Rise of alternative finance could put business bankers’ incumbency at risk
DISRUPTION is capitalism’s great party trick. The history of business is full of seemingly insignificant upstarts who cottoned on to a new technology or idea, and used it to embarrass, and then destroy, proud incumbents. It’s a lesson that makers of mainframe computers, record labels, and bookshops have all learnt to their cost. But consumers reap the rewards, in the form of better, cheaper goods and services.
Now, evidence is emerging that a similar revolution could be on the way in the banking sector. Research we published on Friday with the Universities of Cambridge and Berkeley showed that so-called alternative finance, such as crowdfunding and peer-to-peer lending, is on the rise. It is expected to provide £840m of finance to UK small businesses next year, and a similar amount to individuals. Although this only represents about 2 per cent of annual UK business lending, its 90 per cent year-on-year growth rate suggests it will soon be a force to be reckoned with.
The most familiar type of alternative finance is crowdfunding: websites like Kickstarter and Crowdfunder.co.uk on which people can solicit money to back anything from movies and community projects to high-tech gadgets. The people providing the money typically don’t expect a return beyond a free product or some memorabilia. Even so, it has helped some genuine commercial products get off the ground, like the Pebble Smart Watch – which raised $10m (£6.14m) on Kickstarter after failing to attract sufficient venture capital funding.
But it is crowdfunding’s lesser known cousin, peer-to-peer finance, that offers the biggest challenge to banks. Peer-to-peer lenders like Funding Circle and Zopa provide a platform for individuals to invest their money in personal or business loans. Seedrs and Crowdcube do the same, but with investors taking equity stakes. MarketInvoice allows individuals to invest in trade receivables. A typical Funding Circle deal involves over 400 investors lending a total of £50,000.
This is radical stuff. It replaces the complex and costly processes of a bank’s business lending operation with a website and a swarm of small lenders. Borrowers like the speed and the simplicity. Lenders enjoy the convenience too, and the feeling that their money is helping real businesses. But they are not primarily in it for charity or fun: a survey of Funding Circle’s investors made it clear that what they value most is the attractive risk-return profile of the investments. All this suggests the sector is likely to continue its impressive growth.
Peer-to-peer lending could also be good news for the economy. With bank lending still constrained by the need to repair battered balance sheets, new sources of capital for small businesses are especially welcome. Around a third of companies financed through Funding Circle, for example, didn’t believe they could have raised money any other way.
The rise of alternative finance will not be plain sailing. One immediate challenge the sector faces is regulation. Most alternative finance providers believe some regulation is needed, to prevent an invasion of fraudulent platforms. But some of the early proposals from the Financial Conduct Authority seem to be heavy-handed. Instead, the sector needs proportionate rules that prevent egregious excesses without nannying investors. Given the vast time and expense spent designing and overseeing the regulatory regime for incumbent banks, it only seems fair to make the effort to get it right for new entrants.
Given their growth and their popularity with customers, it’s perhaps surprising that banks are not taking the upstarts of alternative finance more seriously. A few banks, such as Belgium’s Belfius, have explored small-scale partnerships with platforms, but for the most part their reaction has been to wait and see.
Some bankers suggest that crowdfunding and peer-to-peer lending is a passing fad: a reaction to the unpopularity of banks following the credit crunch. This increasingly seems like wishful thinking. Although there are certainly businesses who have been driven to peer-to-peer lenders because their bank will not lend to them, there is a more fundamental change at work.
For most of history, sharing information and coordinating investors were expensive and a pain. Banks helped people by solving this problem, and bridging the gap between dispersed small lenders and borrowers. New technology changes this, and makes it easier for people to exploit their real-life social networks, at the expense of the middleman. If they do not respond to this opportunity, business bankers risk joining the ranks of capitalism’s humbled incumbents.
Stian Westlake is executive director of research at Nesta.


** Aim of the exercise **
Everything in the data must be repeated exactly, apart from the pictures, which are left out.

----- Data to process

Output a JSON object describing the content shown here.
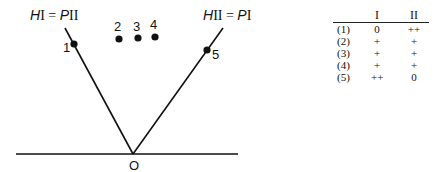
{
  "diagram": {
    "left_line_label": {
      "prefix": "H",
      "sub1": "I",
      "eq": " = ",
      "prefix2": "P",
      "sub2": "II"
    },
    "right_line_label": {
      "prefix": "H",
      "sub1": "II",
      "eq": " = ",
      "prefix2": "P",
      "sub2": "I"
    },
    "origin_label": "O",
    "points": [
      {
        "label": "1",
        "x": 74,
        "y": 44
      },
      {
        "label": "2",
        "x": 119,
        "y": 39
      },
      {
        "label": "3",
        "x": 138,
        "y": 38
      },
      {
        "label": "4",
        "x": 155,
        "y": 37
      },
      {
        "label": "5",
        "x": 207,
        "y": 50
      }
    ],
    "colors": {
      "ink": "#111111",
      "background": "#ffffff"
    }
  },
  "table": {
    "headers": [
      "",
      "I",
      "II"
    ],
    "rows": [
      {
        "label": "(1)",
        "I": "0",
        "II": "++"
      },
      {
        "label": "(2)",
        "I": "+",
        "II": "+"
      },
      {
        "label": "(3)",
        "I": "+",
        "II": "+"
      },
      {
        "label": "(4)",
        "I": "+",
        "II": "+"
      },
      {
        "label": "(5)",
        "I": "++",
        "II": "0"
      }
    ]
  }
}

----------

** Output **
Output a JSON object describing the content shown here.
{
  "diagram": {
    "left_line_label": {
      "prefix": "H",
      "sub1": "I",
      "eq": " = ",
      "prefix2": "P",
      "sub2": "II"
    },
    "right_line_label": {
      "prefix": "H",
      "sub1": "II",
      "eq": " = ",
      "prefix2": "P",
      "sub2": "I"
    },
    "origin_label": "O",
    "points": [
      {
        "label": "1",
        "x": 74,
        "y": 44
      },
      {
        "label": "2",
        "x": 119,
        "y": 39
      },
      {
        "label": "3",
        "x": 138,
        "y": 38
      },
      {
        "label": "4",
        "x": 155,
        "y": 37
      },
      {
        "label": "5",
        "x": 207,
        "y": 50
      }
    ],
    "colors": {
      "ink": "#111111",
      "background": "#ffffff"
    }
  },
  "table": {
    "headers": [
      "",
      "I",
      "II"
    ],
    "rows": [
      {
        "label": "(1)",
        "I": "0",
        "II": "++"
      },
      {
        "label": "(2)",
        "I": "+",
        "II": "+"
      },
      {
        "label": "(3)",
        "I": "+",
        "II": "+"
      },
      {
        "label": "(4)",
        "I": "+",
        "II": "+"
      },
      {
        "label": "(5)",
        "I": "++",
        "II": "0"
      }
    ]
  }
}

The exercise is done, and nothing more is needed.